On the opening day of the California Legislature, California Democrats set aside reason and embraced hysteria by passing House Resolution 4, a belligerent proclamation that seemingly supports California’s immigrant population, but in reality cynically stokes immigrant anxieties for Democratic political gain.
Designed to re-establish California’s stance on immigration reform under the new Trump Administration, HR 4 could have been a sensible, inclusive bipartisan document on the positive contribution of legal immigrants to the world’s sixth-largest economy.
Unfortunately, midway through the resolution, HR 4 devolves into full-throated advocacy of illegal immigration and a thinly-veiled attack on President-elect Donald Trump as being “divisive,” “misinformed,” and engaged in the “politics of hatred and exclusion.”
By engaging in blatant demagoguery and ignoring the genuine difference between immigrating to America legally and entering our country in violation of the law, HR 4 perpetuates an oft-repeated false narrative that is designed to incite fear and distract Californians from the glaring failures of the Democrats in Sacramento to fix the state’s very real immigration and crime issues, not to mention our highest-in-the-nation taxes and poverty rate.
Beyond dispute by either political party is that ours is a nation of immigrants. Immigrants built America. Their energy and inventiveness — the patriotism with which generations of immigrants have embraced the United States — are contributions beyond measure. They have fought and died for American liberties and our way of life. Legal immigrants are the fresh blood that keeps America young and renewed.
Successive waves of millions have come to our country over the course of two-and-a-half centuries. And it’s worth remembering that they came here seeking to live freely in a nation of laws, unbothered by arbitrary governments that limited their freedom and opportunity; unbothered by governments that sought to distract from failed policies by intimidation and fear.
One cannot help but think that the politicized spirit of HR 4 has much in common with the nature of the regimes from which so many immigrants to America have fled.
If California truly wants to demonstrate its care and concern for the many residents of this state who are immigrants, I suggest we spend our time enacting reforms that will spur job creation, economic opportunity and upward mobility; enacting reforms to give poor families – many of whom are immigrants – the opportunity to send their children to the school of their choice; passing reforms that reduce income inequality by reducing taxes; and expanding opportunities for working people to earn more. I suggest we take meaningful action to offer Californians – immigrant or not — hope and opportunity, rather than further dividing the state with scare tactics and manipulative rhetoric.
America spoke last month with a loud and undeniable voice that took all the experts by surprise. We are tired of being ignored. Ordinary, hard-working Americans stood up because we are tired of “business as usual,” tired of being buried under the political agendas of the establishment, and tired of being silenced by bullying progressives.
The Democrats behind HR 4 believe they are making California a center of national resistance to an imaginary tide of bigotry. They are deluding themselves. What they are doing is isolating California from an America that has woken up and is pushing back against smothering political correctness. HR4 supporters are attempting to build their own wall around California – a wall built on a foundation of fear, cemented with political correctness and guarded by intolerance.
Californians should have none of it, and should reject the hysteria. Instead, we should fight to tear down the Democrats’ wall of divisiveness and ignorance, and fight to enact real economic reforms to lower our taxes, end our state’s crushing poverty rate, and get on with the business of making California great again. For all Californians.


Problem statement
In the copy you make, keep each entry exactly as it is and leave out all images.

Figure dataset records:
----
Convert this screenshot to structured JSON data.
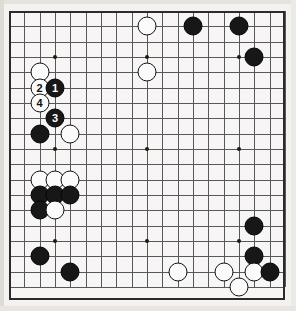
{
  "diagram": {
    "type": "go-board",
    "board_size": 19,
    "geometry": {
      "origin_x": 9,
      "origin_y": 11,
      "spacing": 15.33,
      "stone_diameter": 19
    },
    "colors": {
      "board_background": "#f7f6f4",
      "page_background": "#f4f2f0",
      "grid_line": "#55585c",
      "border": "#2b2b2b",
      "black_stone": "#171717",
      "white_stone": "#fbfbfb",
      "black_label_text": "#ffffff",
      "white_label_text": "#111111"
    },
    "star_points": [
      {
        "col": 3,
        "row": 3
      },
      {
        "col": 9,
        "row": 3
      },
      {
        "col": 15,
        "row": 3
      },
      {
        "col": 3,
        "row": 9
      },
      {
        "col": 9,
        "row": 9
      },
      {
        "col": 15,
        "row": 9
      },
      {
        "col": 3,
        "row": 15
      },
      {
        "col": 9,
        "row": 15
      },
      {
        "col": 15,
        "row": 15
      }
    ],
    "move_numbers": [
      "1",
      "2",
      "3",
      "4"
    ],
    "stones": [
      {
        "col": 9,
        "row": 1,
        "color": "white",
        "label": ""
      },
      {
        "col": 12,
        "row": 1,
        "color": "black",
        "label": ""
      },
      {
        "col": 15,
        "row": 1,
        "color": "black",
        "label": ""
      },
      {
        "col": 16,
        "row": 3,
        "color": "black",
        "label": ""
      },
      {
        "col": 2,
        "row": 4,
        "color": "white",
        "label": ""
      },
      {
        "col": 9,
        "row": 4,
        "color": "white",
        "label": ""
      },
      {
        "col": 2,
        "row": 5,
        "color": "white",
        "label": "2"
      },
      {
        "col": 3,
        "row": 5,
        "color": "black",
        "label": "1"
      },
      {
        "col": 2,
        "row": 6,
        "color": "white",
        "label": "4"
      },
      {
        "col": 3,
        "row": 7,
        "color": "black",
        "label": "3"
      },
      {
        "col": 2,
        "row": 8,
        "color": "black",
        "label": ""
      },
      {
        "col": 4,
        "row": 8,
        "color": "white",
        "label": ""
      },
      {
        "col": 2,
        "row": 11,
        "color": "white",
        "label": ""
      },
      {
        "col": 3,
        "row": 11,
        "color": "white",
        "label": ""
      },
      {
        "col": 4,
        "row": 11,
        "color": "white",
        "label": ""
      },
      {
        "col": 2,
        "row": 12,
        "color": "black",
        "label": ""
      },
      {
        "col": 3,
        "row": 12,
        "color": "black",
        "label": ""
      },
      {
        "col": 4,
        "row": 12,
        "color": "black",
        "label": ""
      },
      {
        "col": 2,
        "row": 13,
        "color": "black",
        "label": ""
      },
      {
        "col": 3,
        "row": 13,
        "color": "white",
        "label": ""
      },
      {
        "col": 16,
        "row": 14,
        "color": "black",
        "label": ""
      },
      {
        "col": 16,
        "row": 16,
        "color": "black",
        "label": ""
      },
      {
        "col": 2,
        "row": 16,
        "color": "black",
        "label": ""
      },
      {
        "col": 11,
        "row": 17,
        "color": "white",
        "label": ""
      },
      {
        "col": 14,
        "row": 17,
        "color": "white",
        "label": ""
      },
      {
        "col": 16,
        "row": 17,
        "color": "white",
        "label": ""
      },
      {
        "col": 17,
        "row": 17,
        "color": "black",
        "label": ""
      },
      {
        "col": 4,
        "row": 17,
        "color": "black",
        "label": ""
      },
      {
        "col": 15,
        "row": 18,
        "color": "white",
        "label": ""
      }
    ]
  }
}
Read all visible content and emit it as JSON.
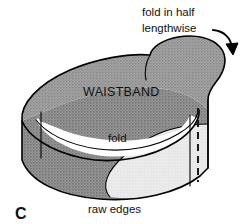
{
  "figure": {
    "letter": "C"
  },
  "annotations": {
    "fold_in_half_line1": "fold in half",
    "fold_in_half_line2": "lengthwise",
    "waistband": "WAISTBAND",
    "fold": "fold",
    "raw_edges": "raw edges"
  },
  "icons": {
    "curved_arrow": "curved-arrow-icon"
  },
  "colors": {
    "ink": "#000000",
    "paper": "#ffffff",
    "fabric_gray": "#9e9e9e",
    "fabric_gray_dark": "#8c8c8c",
    "fabric_light": "#e6e6e6",
    "fabric_inner_white": "#ffffff",
    "stitch": "#1a1a1a"
  }
}
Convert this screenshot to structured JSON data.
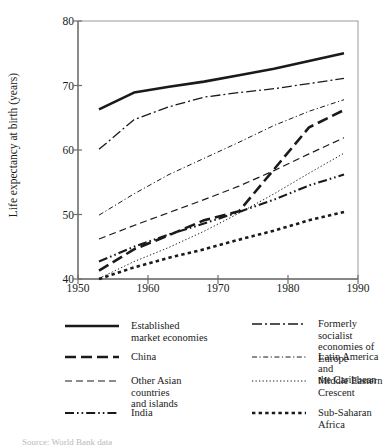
{
  "chart_data": {
    "type": "line",
    "title": "",
    "xlabel": "",
    "ylabel": "Life expectancy at birth (years)",
    "xlim": [
      1950,
      1990
    ],
    "ylim": [
      40,
      80
    ],
    "xticks": [
      1950,
      1960,
      1970,
      1980,
      1990
    ],
    "yticks": [
      40,
      50,
      60,
      70,
      80
    ],
    "grid": false,
    "legend_position": "below",
    "x": [
      1953,
      1958,
      1963,
      1968,
      1973,
      1978,
      1983,
      1988
    ],
    "series": [
      {
        "name": "Established market economies",
        "style": "solid-bold",
        "values": [
          66.3,
          68.9,
          69.8,
          70.6,
          71.6,
          72.6,
          73.8,
          75.0
        ]
      },
      {
        "name": "Formerly socialist economies of Europe",
        "style": "dash-dot",
        "values": [
          60.1,
          64.7,
          66.7,
          68.2,
          68.9,
          69.5,
          70.3,
          71.1
        ]
      },
      {
        "name": "Latin America and the Caribbean",
        "style": "fine-dash-dot",
        "values": [
          49.9,
          53.2,
          56.2,
          58.7,
          61.2,
          63.8,
          66.0,
          67.8
        ]
      },
      {
        "name": "China",
        "style": "bold-dash",
        "values": [
          41.3,
          44.6,
          46.8,
          49.1,
          50.5,
          57.0,
          63.5,
          66.2
        ]
      },
      {
        "name": "Other Asian countries and islands",
        "style": "dash",
        "values": [
          46.2,
          48.3,
          50.3,
          52.3,
          54.4,
          56.8,
          59.4,
          61.9
        ]
      },
      {
        "name": "Middle Eastern Crescent",
        "style": "dotted",
        "values": [
          40.1,
          42.7,
          44.9,
          47.4,
          50.2,
          53.2,
          56.4,
          59.5
        ]
      },
      {
        "name": "India",
        "style": "dash-dot-dot",
        "values": [
          42.7,
          45.0,
          46.9,
          48.6,
          50.4,
          52.3,
          54.5,
          56.2
        ]
      },
      {
        "name": "Sub-Saharan Africa",
        "style": "bold-dotted",
        "values": [
          40.0,
          41.8,
          43.3,
          44.6,
          46.1,
          47.5,
          49.1,
          50.4
        ]
      }
    ]
  },
  "axis": {
    "y_label": "Life expectancy at birth (years)",
    "y_tick_labels": [
      "40",
      "50",
      "60",
      "70",
      "80"
    ],
    "x_tick_labels": [
      "1950",
      "1960",
      "1970",
      "1980",
      "1990"
    ]
  },
  "legend": {
    "left_column": [
      {
        "label_line1": "Established",
        "label_line2": "market economies",
        "style": "solid-bold"
      },
      {
        "label_line1": "China",
        "label_line2": "",
        "style": "bold-dash"
      },
      {
        "label_line1": "Other Asian countries",
        "label_line2": "and islands",
        "style": "dash"
      },
      {
        "label_line1": "India",
        "label_line2": "",
        "style": "dash-dot-dot"
      }
    ],
    "right_column": [
      {
        "label_line1": "Formerly socialist",
        "label_line2": "economies of",
        "label_line3": "Europe",
        "style": "dash-dot"
      },
      {
        "label_line1": "Latin America and",
        "label_line2": "the Caribbean",
        "label_line3": "",
        "style": "fine-dash-dot"
      },
      {
        "label_line1": "Middle Eastern",
        "label_line2": "Crescent",
        "label_line3": "",
        "style": "dotted"
      },
      {
        "label_line1": "Sub-Saharan Africa",
        "label_line2": "",
        "label_line3": "",
        "style": "bold-dotted"
      }
    ]
  },
  "source": {
    "text": "Source: World Bank data"
  },
  "colors": {
    "ink": "#1a1a1a",
    "axis": "#7a7a7a",
    "paper": "#ffffff"
  }
}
----
Expected output
Convert this screenshot to structured JSON data.
{
  "diagram": {
    "type": "go-board",
    "board_size": 19,
    "geometry": {
      "origin_x": 9,
      "origin_y": 11,
      "spacing": 15.33,
      "stone_diameter": 19
    },
    "colors": {
      "board_background": "#f7f6f4",
      "page_background": "#f4f2f0",
      "grid_line": "#55585c",
      "border": "#2b2b2b",
      "black_stone": "#171717",
      "white_stone": "#fbfbfb",
      "black_label_text": "#ffffff",
      "white_label_text": "#111111"
    },
    "star_points": [
      {
        "col": 3,
        "row": 3
      },
      {
        "col": 9,
        "row": 3
      },
      {
        "col": 15,
        "row": 3
      },
      {
        "col": 3,
        "row": 9
      },
      {
        "col": 9,
        "row": 9
      },
      {
        "col": 15,
        "row": 9
      },
      {
        "col": 3,
        "row": 15
      },
      {
        "col": 9,
        "row": 15
      },
      {
        "col": 15,
        "row": 15
      }
    ],
    "move_numbers": [
      "1",
      "2",
      "3",
      "4"
    ],
    "stones": [
      {
        "col": 9,
        "row": 1,
        "color": "white",
        "label": ""
      },
      {
        "col": 12,
        "row": 1,
        "color": "black",
        "label": ""
      },
      {
        "col": 15,
        "row": 1,
        "color": "black",
        "label": ""
      },
      {
        "col": 16,
        "row": 3,
        "color": "black",
        "label": ""
      },
      {
        "col": 2,
        "row": 4,
        "color": "white",
        "label": ""
      },
      {
        "col": 9,
        "row": 4,
        "color": "white",
        "label": ""
      },
      {
        "col": 2,
        "row": 5,
        "color": "white",
        "label": "2"
      },
      {
        "col": 3,
        "row": 5,
        "color": "black",
        "label": "1"
      },
      {
        "col": 2,
        "row": 6,
        "color": "white",
        "label": "4"
      },
      {
        "col": 3,
        "row": 7,
        "color": "black",
        "label": "3"
      },
      {
        "col": 2,
        "row": 8,
        "color": "black",
        "label": ""
      },
      {
        "col": 4,
        "row": 8,
        "color": "white",
        "label": ""
      },
      {
        "col": 2,
        "row": 11,
        "color": "white",
        "label": ""
      },
      {
        "col": 3,
        "row": 11,
        "color": "white",
        "label": ""
      },
      {
        "col": 4,
        "row": 11,
        "color": "white",
        "label": ""
      },
      {
        "col": 2,
        "row": 12,
        "color": "black",
        "label": ""
      },
      {
        "col": 3,
        "row": 12,
        "color": "black",
        "label": ""
      },
      {
        "col": 4,
        "row": 12,
        "color": "black",
        "label": ""
      },
      {
        "col": 2,
        "row": 13,
        "color": "black",
        "label": ""
      },
      {
        "col": 3,
        "row": 13,
        "color": "white",
        "label": ""
      },
      {
        "col": 16,
        "row": 14,
        "color": "black",
        "label": ""
      },
      {
        "col": 16,
        "row": 16,
        "color": "black",
        "label": ""
      },
      {
        "col": 2,
        "row": 16,
        "color": "black",
        "label": ""
      },
      {
        "col": 11,
        "row": 17,
        "color": "white",
        "label": ""
      },
      {
        "col": 14,
        "row": 17,
        "color": "white",
        "label": ""
      },
      {
        "col": 16,
        "row": 17,
        "color": "white",
        "label": ""
      },
      {
        "col": 17,
        "row": 17,
        "color": "black",
        "label": ""
      },
      {
        "col": 4,
        "row": 17,
        "color": "black",
        "label": ""
      },
      {
        "col": 15,
        "row": 18,
        "color": "white",
        "label": ""
      }
    ]
  }
}
Read all visible content and emit it as JSON.
{
  "figure": {
    "letter": "C"
  },
  "annotations": {
    "fold_in_half_line1": "fold in half",
    "fold_in_half_line2": "lengthwise",
    "waistband": "WAISTBAND",
    "fold": "fold",
    "raw_edges": "raw edges"
  },
  "icons": {
    "curved_arrow": "curved-arrow-icon"
  },
  "colors": {
    "ink": "#000000",
    "paper": "#ffffff",
    "fabric_gray": "#9e9e9e",
    "fabric_gray_dark": "#8c8c8c",
    "fabric_light": "#e6e6e6",
    "fabric_inner_white": "#ffffff",
    "stitch": "#1a1a1a"
  }
}
Convert this screenshot to structured JSON data.
{
  "chart_data": {
    "type": "line",
    "title": "",
    "xlabel": "",
    "ylabel": "Life expectancy at birth (years)",
    "xlim": [
      1950,
      1990
    ],
    "ylim": [
      40,
      80
    ],
    "xticks": [
      1950,
      1960,
      1970,
      1980,
      1990
    ],
    "yticks": [
      40,
      50,
      60,
      70,
      80
    ],
    "grid": false,
    "legend_position": "below",
    "x": [
      1953,
      1958,
      1963,
      1968,
      1973,
      1978,
      1983,
      1988
    ],
    "series": [
      {
        "name": "Established market economies",
        "style": "solid-bold",
        "values": [
          66.3,
          68.9,
          69.8,
          70.6,
          71.6,
          72.6,
          73.8,
          75.0
        ]
      },
      {
        "name": "Formerly socialist economies of Europe",
        "style": "dash-dot",
        "values": [
          60.1,
          64.7,
          66.7,
          68.2,
          68.9,
          69.5,
          70.3,
          71.1
        ]
      },
      {
        "name": "Latin America and the Caribbean",
        "style": "fine-dash-dot",
        "values": [
          49.9,
          53.2,
          56.2,
          58.7,
          61.2,
          63.8,
          66.0,
          67.8
        ]
      },
      {
        "name": "China",
        "style": "bold-dash",
        "values": [
          41.3,
          44.6,
          46.8,
          49.1,
          50.5,
          57.0,
          63.5,
          66.2
        ]
      },
      {
        "name": "Other Asian countries and islands",
        "style": "dash",
        "values": [
          46.2,
          48.3,
          50.3,
          52.3,
          54.4,
          56.8,
          59.4,
          61.9
        ]
      },
      {
        "name": "Middle Eastern Crescent",
        "style": "dotted",
        "values": [
          40.1,
          42.7,
          44.9,
          47.4,
          50.2,
          53.2,
          56.4,
          59.5
        ]
      },
      {
        "name": "India",
        "style": "dash-dot-dot",
        "values": [
          42.7,
          45.0,
          46.9,
          48.6,
          50.4,
          52.3,
          54.5,
          56.2
        ]
      },
      {
        "name": "Sub-Saharan Africa",
        "style": "bold-dotted",
        "values": [
          40.0,
          41.8,
          43.3,
          44.6,
          46.1,
          47.5,
          49.1,
          50.4
        ]
      }
    ]
  },
  "axis": {
    "y_label": "Life expectancy at birth (years)",
    "y_tick_labels": [
      "40",
      "50",
      "60",
      "70",
      "80"
    ],
    "x_tick_labels": [
      "1950",
      "1960",
      "1970",
      "1980",
      "1990"
    ]
  },
  "legend": {
    "left_column": [
      {
        "label_line1": "Established",
        "label_line2": "market economies",
        "style": "solid-bold"
      },
      {
        "label_line1": "China",
        "label_line2": "",
        "style": "bold-dash"
      },
      {
        "label_line1": "Other Asian countries",
        "label_line2": "and islands",
        "style": "dash"
      },
      {
        "label_line1": "India",
        "label_line2": "",
        "style": "dash-dot-dot"
      }
    ],
    "right_column": [
      {
        "label_line1": "Formerly socialist",
        "label_line2": "economies of",
        "label_line3": "Europe",
        "style": "dash-dot"
      },
      {
        "label_line1": "Latin America and",
        "label_line2": "the Caribbean",
        "label_line3": "",
        "style": "fine-dash-dot"
      },
      {
        "label_line1": "Middle Eastern",
        "label_line2": "Crescent",
        "label_line3": "",
        "style": "dotted"
      },
      {
        "label_line1": "Sub-Saharan Africa",
        "label_line2": "",
        "label_line3": "",
        "style": "bold-dotted"
      }
    ]
  },
  "source": {
    "text": "Source: World Bank data"
  },
  "colors": {
    "ink": "#1a1a1a",
    "axis": "#7a7a7a",
    "paper": "#ffffff"
  }
}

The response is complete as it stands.